Australian Senator Ian Macdonald, who chaired the committee that recommended tougher deportation rules for expat New Zealanders, would welcome us becoming Australia's seventh and eighth states. While saying a polite no, thanks, we should welcome the senator's goodwill towards improved access to Australian citizenship for New Zealanders. This would be the ideal solution to the position of expats who have been in Australia too long to be reasonably deported or to be denied the rights and benefits of Australian taxpayers.
It was a proposal canvassed by Labour leader Andrew Little and his foreign affairs spokesman, Phil Goff, in Canberra this week and no doubt by the Government in quieter diplomacy each time the anomalous position of expats becomes an issue between the two countries. Australian citizenship is the obvious solution for them - so obvious that most would have taken that course by now if it was straightforward, though Senator Macdonald did not believe it was arduous for anybody.

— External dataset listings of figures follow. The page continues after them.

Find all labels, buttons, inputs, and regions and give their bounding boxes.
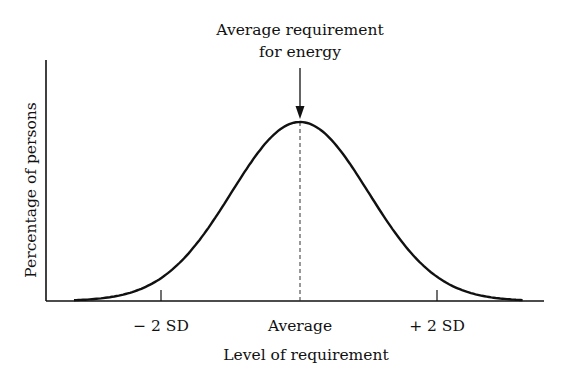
annotation-line1: Average requirement [215,21,384,39]
tick-label-minus-2sd: − 2 SD [133,317,189,335]
annotation-line2: for energy [259,43,341,61]
x-axis-label: Level of requirement [223,346,389,364]
chart: Average requirement for energy − 2 SD Av… [0,0,568,385]
arrow-head-icon [296,106,305,119]
tick-label-average: Average [267,317,332,335]
tick-label-plus-2sd: + 2 SD [409,317,465,335]
bell-curve [74,122,523,300]
y-axis-label: Percentage of persons [22,102,40,277]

Nor did the Australian Labor Party's shadow attorney general, Mark Dreyfus, who said most of the thousands of New Zealanders living in his South East Melbourne electorate did not want Australian citizenship because they would go back to New Zealand one day. Mr Little and Mr Goff's trip to appeal to select committees of the federal Parliament has tapped some popular attitudes, including Liberal MP Sharman Stone's view that, "Kiwis can no longer cross the Tasman and say, where's Centrelink?".
The idea that anyone would go there for welfare gave rise to the visa requirements introduced in 1994 and the welfare restrictions of 2001. It seems the "Bondi bludger" myth would still need to be overcome if New Zealanders are to be given an easier path to citizenship. But it is not the hardest issue standing in the path. The Australian Government was concerned in 2001 that New Zealand had become a back door for immigration from third countries.
Its proposed solution to that problem was a common border, which appears to mean migrants would face the same criteria for entry to both countries. Those applying under the skills category would need to persuade the (joint) immigration agency they had skills that were in short supply in both countries. That would give New Zealanders priority for filling skill shortages in Australia, and vice versa.